We're only doing a printf "Tor is already running, please stop that" which doesn't help gui users. The real solution is dynamically picking available ports and altering the configuration accordingly.
For torbutton's part, it is very easy for me to inspect an environment variable for an alternate port. I can hack this in whenever you like. It should be easier than you mucking with prefs.js.
I think the dynamic port choice is the way to go here for all platforms. In the rare event that a user has a bittorrent client or something else listening on a Tor Port, any sort of error message is the wrong way to go, I think. We should just solve the root problem so there does not need to be any cryptic error messages.
Trac: Summary: Linux TBB users don't get a useful error msg when Tor is running to Dynamically chose available Tor ports in Tor Browser Bundle
Might as well try to spell at least a couple words right here and there.

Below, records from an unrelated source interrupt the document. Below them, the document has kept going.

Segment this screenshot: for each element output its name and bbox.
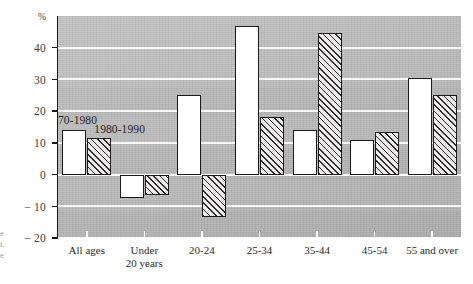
y-tick-group: 0: [51, 174, 58, 176]
edge-caption-line-1: e: [0, 228, 14, 239]
x-axis-label-35-44: 35-44: [304, 244, 330, 257]
y-axis-unit-label: %: [38, 12, 46, 22]
y-tick-label-10: 10: [34, 137, 46, 149]
bar-1970-1980-55 and over: [408, 78, 432, 175]
legend-item-1980-1990: 1980-1990: [94, 123, 145, 135]
x-axis-label-All ages: All ages: [69, 244, 105, 257]
bar-1970-1980-35-44: [293, 130, 317, 174]
bar-1980-1990-20-24: [202, 175, 226, 218]
x-axis-label-20-24: 20-24: [189, 244, 215, 257]
plot-band: [58, 16, 461, 87]
x-axis-label-group: 55 and over: [406, 244, 458, 257]
gridline-20: [58, 110, 461, 112]
x-axis-label-group: 20-24: [189, 244, 215, 257]
x-tick-25-34: [259, 231, 261, 238]
x-tick-55 and over: [431, 231, 433, 238]
gridline-40: [58, 47, 461, 49]
bar-1980-1990-Under 20 years: [145, 175, 169, 196]
bar-1980-1990-25-34: [260, 117, 284, 174]
x-axis-label-25-34: 25-34: [247, 244, 273, 257]
y-tick-group: 40: [51, 47, 58, 49]
x-axis-label-Under 20 years-line2: 20 years: [126, 257, 163, 270]
y-tick-label-20: 20: [34, 105, 46, 117]
bar-1970-1980-25-34: [235, 26, 259, 175]
bar-1970-1980-20-24: [177, 95, 201, 174]
y-tick-group: 20: [51, 110, 58, 112]
x-axis-label-group: 45-54: [362, 244, 388, 257]
y-tick-label-0: 0: [40, 169, 46, 181]
x-tick-45-54: [374, 231, 376, 238]
x-axis-label-Under 20 years: Under: [126, 244, 163, 257]
x-tick-All ages: [86, 231, 88, 238]
x-tick-Under 20 years: [144, 231, 146, 238]
x-axis-label-55 and over: 55 and over: [406, 244, 458, 257]
bar-1980-1990-35-44: [318, 33, 342, 174]
bar-1980-1990-55 and over: [433, 95, 457, 174]
edge-caption-line-2: t.: [0, 239, 14, 250]
gridline-30: [58, 78, 461, 80]
bar-chart-figure: 403020100− 10− 20% 1970-1980 1980-1990 A…: [0, 0, 473, 284]
y-tick-group: 30: [51, 79, 58, 81]
y-tick-label-40: 40: [34, 42, 46, 54]
y-tick-group: − 10: [51, 206, 58, 208]
y-tick-group: − 20: [51, 237, 58, 239]
bar-1980-1990-45-54: [375, 132, 399, 175]
bar-1970-1980-45-54: [350, 140, 374, 175]
y-tick-group: 10: [51, 142, 58, 144]
gridline--10: [58, 205, 461, 207]
x-tick-20-24: [201, 231, 203, 238]
y-tick-label--20: − 20: [24, 232, 46, 244]
y-tick-label-30: 30: [34, 74, 46, 86]
edge-caption-fragment: e t. e: [0, 228, 14, 261]
y-tick-label--10: − 10: [24, 201, 46, 213]
bar-1970-1980-Under 20 years: [120, 175, 144, 199]
bar-1980-1990-All ages: [87, 138, 111, 174]
x-axis-label-group: 35-44: [304, 244, 330, 257]
x-axis-label-group: 25-34: [247, 244, 273, 257]
bar-1970-1980-All ages: [62, 130, 86, 174]
x-tick-35-44: [316, 231, 318, 238]
plot-area: 1970-1980 1980-1990: [58, 16, 461, 238]
x-axis-label-group: All ages: [69, 244, 105, 257]
legend-item-1970-1980: 1970-1980: [58, 114, 97, 126]
edge-caption-line-3: e: [0, 250, 14, 261]
x-axis-label-group: Under20 years: [126, 244, 163, 270]
x-axis-label-45-54: 45-54: [362, 244, 388, 257]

Further comment: I recall back in the day when upgrading between different bundle types on Windows and Mac OS that some users would end up with a stray tor or privoxy process running, breaking the new bundle. If we mess that up, that is obviously a bug. But there should be no reason to burden the user to clean up after us in that case, either. We should just choose a new port and leave the old thing running.
Trac: Summary: Dynamically chose available Tor ports in Tor Browser Bundle to Dynamically choose available Tor ports in Tor Browser Bundle
I agree with the dynamic port idea. What's going to be the best way for it to be done, across platforms? With the Linux and OS X TBBs it'd be pretty "easy" since the launch script is just a shell script, but there's probably a smarter way to do it and I have absolutely no idea (right now) how to do it on Windows.
But before we figure that out: should it be up to the launch script to look and see what ports are open, and then somehow choose the smartest one, or is there a better / less hacky way to do this, possibly within Tor or Vidalia?
The benefit of dropping Polipo is that we don't have to configure its port anymore.
Tor could dynamically choose one, e.g. 'socksport auto'. It would poke around until it finds something it can bind.
Same with controlport, I guess.
The trick then would be: how do we tell the caller which port we picked? Can't use the controlport, clearly. Parsing logs on stdout is an option, but kind of klunky.
And then the question becomes: who does that parsing? Vidalia comes to mind, since it will want to know the answer anyway in order to tell Firefox (and thus Torbutton) when it launches them, and in order to display them in the GUI.
Tor could dynamically choose one, e.g. 'socksport auto'. It would poke around until it finds something it can bind.
Same with controlport, I guess.
The trick then would be: how do we tell the caller which port we picked? Can't use the controlport, clearly. Parsing logs on stdout is an option, but kind of klunky.
And then the question becomes: who does that parsing? Vidalia comes to mind, since it will want to know the answer anyway in order to tell Firefox (and thus Torbutton) when it launches them, and in order to display them in the GUI.
I think we should just run with this. Shall I create two child tickets, one for Tor (SocksPort Auto) and one for Vidalia to parse the logs?
Otherwise we'll block forever on the perfect solution that just isn't going to happen, like a named pipe control port interface...
Trac: Description: We're only doing a printf "Tor is already running, please stop that" which doesn't help gui users. I'm not sure what the real solution is short of dynamically picking available ports and altering the configuration
to
We're only doing a printf "Tor is already running, please stop that" which doesn't help gui users. The real solution is dynamically picking available ports and altering the configuration accordingly.